Luca
The city was dead quiet. Midnight had come and gone, but I was wide awake—wired, focused, hands hovering over my keyboard like a pianist about to perform something wicked.
Eva had delivered.
Hours ago, she sent over the data we agreed on. Nothing flashy. Just internal account logs, budget forecasts, team activity. Enough to map Wolfe Enterprises' internal operations without raising alarms. Enough to prove she still wanted in on the plan.
But now it was my turn.
The real work.
I leaned back, cracked my neck, then returned my gaze to the screen. Wolfe Enterprises' firewall shimmered like a wall of mirrors—layers of code, security flags, redundancy triggers. I'd breached harder systems, but this one… this one was personal.
I started slow, ghosting into their mainframe like a shadow in velvet shoes. No flags. No glitches. Clean.
Until I tripped over it.
An odd folder buried in the security server logs. Encrypted. Too clean.
I paused.
What the hell was this?
Curiosity itched like poison under my skin. I cracked it open, expecting some back-end employee report or maintenance sweep.
What I found made my stomach drop.
Emails. A string of them.
From Eva Sinclair.
To me.
And not the ones she actually sent.
No—these were fabricated. Crafted to look like a digital paper trail of espionage. Lines of code confirmed the metadata had been tampered with, but to someone less experienced, it would look airtight.
One email read:
"Will have access to Damien's private financial accounts next week. Be ready."
Another:
"HR's firewalls are weak. I'll upload more tonight."
It was textbook framing—well-done, polished, smart. Too smart.
And for a split second, I thought she'd betrayed me.
My pulse spiked. Fingers hovered over the keyboard.
I almost backed out.
Almost.
But then I saw it—a tiny inconsistency in the headers. Whoever did this used an older version of my PGP encryption key, one I hadn't touched in years. A key that hadn't been public since 2021.
They'd pulled it from an old leak database. Sloppy.
That was the first crack.
The second? The IP trail. I traced the data pathway backward and found reroutes that came from inside Wolfe Tower.
This wasn't Eva.
It was someone trying to bury her.
And in doing so, they just stepped into my territory.
"Son of a bitch," I muttered under my breath.
Now I had a choice.
Walk away. Keep my access. Stay invisible.
Or…
Protect her.
I sighed heavily and cracked my knuckles. The decision was already made.
I injected a fake access point into the logs—a dummy third party named RothByte Consulting, based in Zurich. Completely fictional. I built a false email chain, mimicked the same formatting, and shifted the spy trail to them. Then, I deleted all traceable links to Eva and rerouted the investigation toward RothByte.
Of course, the cost was high.
To make it believable, I had to burn my access.
I wiped the backdoor she'd unknowingly helped me build. Gone. Just like that.
I'd have to start over from scratch next time.
I leaned back in my chair, exhaled slowly, and grabbed my phone.
Eva picked up on the second ring.
"Luca?" she sounded tired. Nervous.
I wasted no time. "We've got a problem. A big one."
Silence.
"I was going through Wolfe's logs," I said, voice low, fast, "and someone planted fake evidence. Framed you as a corporate spy. Emails, logs, metadata—it all looked real. For a second, I even believed it."
"I—what?" Her voice cracked. "That's not—"
"I know it's not you," I cut in. "Whoever did it knows what they're doing. But not as well as I do."
She went quiet again. I could hear her breathing.
"I rerouted it," I continued. "Created a phantom company to take the fall. They'll think the breach came from outside. You're safe—for now."
A beat passed.
"Luca…" she whispered. "Thank you."
I didn't respond right away.
Because gratitude was nice.
But gratitude didn't get me back into Wolfe's servers.
"I just sacrificed access I spent months building," I said bluntly. "That wasn't part of the plan."
"I didn't know someone was watching me," she said. "I swear, I didn't do anything to raise suspicion."
"You didn't have to. You exist, Eva. That's enough. Someone's trying to erase you."
The line was silent.
Then she said, "What do you want?"
Straight to the point. That's what I liked about her.
"I need deeper access," I said. "Admin credentials. The kind Damien himself uses."
She choked. "That's impossible."
"It's not," I said. "You work with him. You have his trust. I'm not asking you to clone his brain—I just need a door. A keystroke. A misplaced token."
"And if I can't?"
"Then next time someone tries to frame you," I said quietly, "I might not be able to stop it."
More silence.
Then, softly, she said, "I'll try."
"Good girl."
I hung up.
This game had just gone from corporate theft to something far more dangerous.
Someone powerful wanted Eva gone.
And now, I was officially in the crossfire too.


* [ASSIGNMENT]: Without copying the images, write out all the entries below verbatim.

**** DATA ****

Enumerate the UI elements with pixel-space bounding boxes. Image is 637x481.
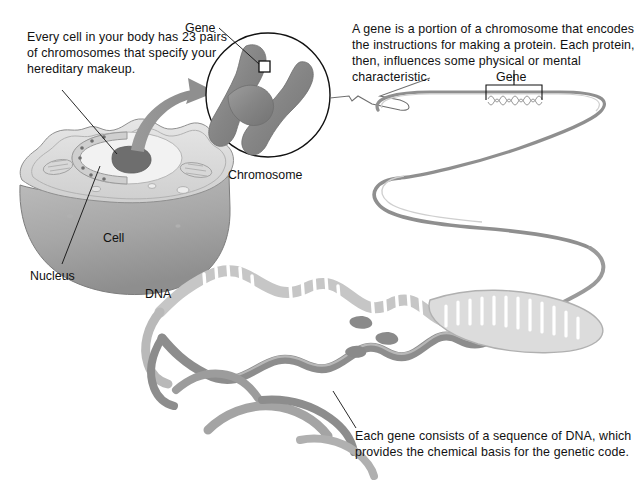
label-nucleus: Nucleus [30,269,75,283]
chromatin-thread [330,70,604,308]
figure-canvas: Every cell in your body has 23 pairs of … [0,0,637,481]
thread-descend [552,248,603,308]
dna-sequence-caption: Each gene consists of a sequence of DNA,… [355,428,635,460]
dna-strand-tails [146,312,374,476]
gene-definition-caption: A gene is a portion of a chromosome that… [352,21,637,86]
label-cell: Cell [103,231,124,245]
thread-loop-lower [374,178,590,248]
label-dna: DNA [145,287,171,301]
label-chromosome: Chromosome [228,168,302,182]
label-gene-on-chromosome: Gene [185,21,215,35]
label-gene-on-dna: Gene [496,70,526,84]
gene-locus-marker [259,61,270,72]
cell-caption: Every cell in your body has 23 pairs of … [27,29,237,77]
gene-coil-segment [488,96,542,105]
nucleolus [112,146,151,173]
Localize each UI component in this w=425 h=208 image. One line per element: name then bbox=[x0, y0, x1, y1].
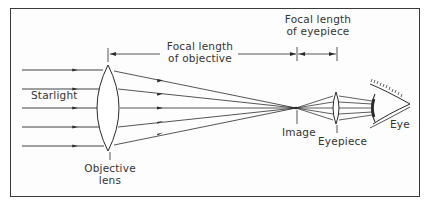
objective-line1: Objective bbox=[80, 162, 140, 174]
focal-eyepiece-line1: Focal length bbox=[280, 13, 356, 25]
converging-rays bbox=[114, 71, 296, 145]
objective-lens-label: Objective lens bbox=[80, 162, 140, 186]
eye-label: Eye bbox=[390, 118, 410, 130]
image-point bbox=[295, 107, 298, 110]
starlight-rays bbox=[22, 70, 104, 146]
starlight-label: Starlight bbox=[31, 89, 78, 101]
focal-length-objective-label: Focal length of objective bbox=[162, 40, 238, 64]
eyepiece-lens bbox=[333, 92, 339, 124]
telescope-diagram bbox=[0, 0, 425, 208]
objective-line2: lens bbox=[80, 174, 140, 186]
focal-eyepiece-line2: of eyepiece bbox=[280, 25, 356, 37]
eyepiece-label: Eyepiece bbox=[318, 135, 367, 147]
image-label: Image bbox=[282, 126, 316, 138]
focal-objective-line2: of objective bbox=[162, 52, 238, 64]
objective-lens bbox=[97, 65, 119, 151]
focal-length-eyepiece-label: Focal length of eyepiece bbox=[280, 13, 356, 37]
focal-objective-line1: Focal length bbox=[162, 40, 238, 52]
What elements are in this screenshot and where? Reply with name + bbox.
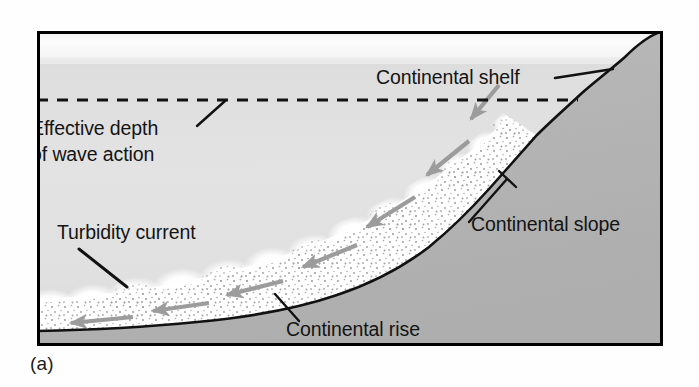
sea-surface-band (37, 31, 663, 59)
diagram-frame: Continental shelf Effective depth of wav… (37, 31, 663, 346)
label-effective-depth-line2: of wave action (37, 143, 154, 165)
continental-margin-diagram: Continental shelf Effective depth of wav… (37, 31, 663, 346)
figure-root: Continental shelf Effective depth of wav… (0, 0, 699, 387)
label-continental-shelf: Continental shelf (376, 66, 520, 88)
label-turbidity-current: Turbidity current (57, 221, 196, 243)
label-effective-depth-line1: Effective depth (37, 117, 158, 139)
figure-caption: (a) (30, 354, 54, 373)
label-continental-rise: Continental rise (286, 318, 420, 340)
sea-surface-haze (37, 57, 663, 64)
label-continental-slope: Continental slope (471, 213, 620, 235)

****

* [ANSWER]:
Enumerate the UI elements with pixel-space bounding boxes. Image is 637x481.
label-nucleus: Nucleus [30,269,75,283]
chromatin-thread [330,70,604,308]
figure-canvas: Every cell in your body has 23 pairs of … [0,0,637,481]
thread-descend [552,248,603,308]
dna-sequence-caption: Each gene consists of a sequence of DNA,… [355,428,635,460]
dna-strand-tails [146,312,374,476]
gene-definition-caption: A gene is a portion of a chromosome that… [352,21,637,86]
label-cell: Cell [103,231,124,245]
thread-loop-lower [374,178,590,248]
label-dna: DNA [145,287,171,301]
label-chromosome: Chromosome [228,168,302,182]
label-gene-on-chromosome: Gene [185,21,215,35]
label-gene-on-dna: Gene [496,70,526,84]
gene-locus-marker [259,61,270,72]
cell-caption: Every cell in your body has 23 pairs of … [27,29,237,77]
gene-coil-segment [488,96,542,105]
nucleolus [112,146,151,173]
Localize each UI component in this w=425 h=208 image. One line per element: name then bbox=[x0, y0, x1, y1].
objective-line1: Objective bbox=[80, 162, 140, 174]
focal-eyepiece-line1: Focal length bbox=[280, 13, 356, 25]
converging-rays bbox=[114, 71, 296, 145]
objective-lens-label: Objective lens bbox=[80, 162, 140, 186]
eye-label: Eye bbox=[390, 118, 410, 130]
image-point bbox=[295, 107, 298, 110]
starlight-rays bbox=[22, 70, 104, 146]
starlight-label: Starlight bbox=[31, 89, 78, 101]
focal-length-objective-label: Focal length of objective bbox=[162, 40, 238, 64]
eyepiece-lens bbox=[333, 92, 339, 124]
telescope-diagram bbox=[0, 0, 425, 208]
objective-line2: lens bbox=[80, 174, 140, 186]
focal-eyepiece-line2: of eyepiece bbox=[280, 25, 356, 37]
eyepiece-label: Eyepiece bbox=[318, 135, 367, 147]
image-label: Image bbox=[282, 126, 316, 138]
focal-objective-line2: of objective bbox=[162, 52, 238, 64]
objective-lens bbox=[97, 65, 119, 151]
focal-length-eyepiece-label: Focal length of eyepiece bbox=[280, 13, 356, 37]
focal-objective-line1: Focal length bbox=[162, 40, 238, 52]
What elements are in this screenshot and where? Reply with name + bbox.
sea-surface-band (37, 31, 663, 59)
diagram-frame: Continental shelf Effective depth of wav… (37, 31, 663, 346)
label-effective-depth-line2: of wave action (37, 143, 154, 165)
continental-margin-diagram: Continental shelf Effective depth of wav… (37, 31, 663, 346)
figure-root: Continental shelf Effective depth of wav… (0, 0, 699, 387)
label-continental-shelf: Continental shelf (376, 66, 520, 88)
label-turbidity-current: Turbidity current (57, 221, 196, 243)
label-effective-depth-line1: Effective depth (37, 117, 158, 139)
figure-caption: (a) (30, 354, 54, 373)
label-continental-rise: Continental rise (286, 318, 420, 340)
sea-surface-haze (37, 57, 663, 64)
label-continental-slope: Continental slope (471, 213, 620, 235)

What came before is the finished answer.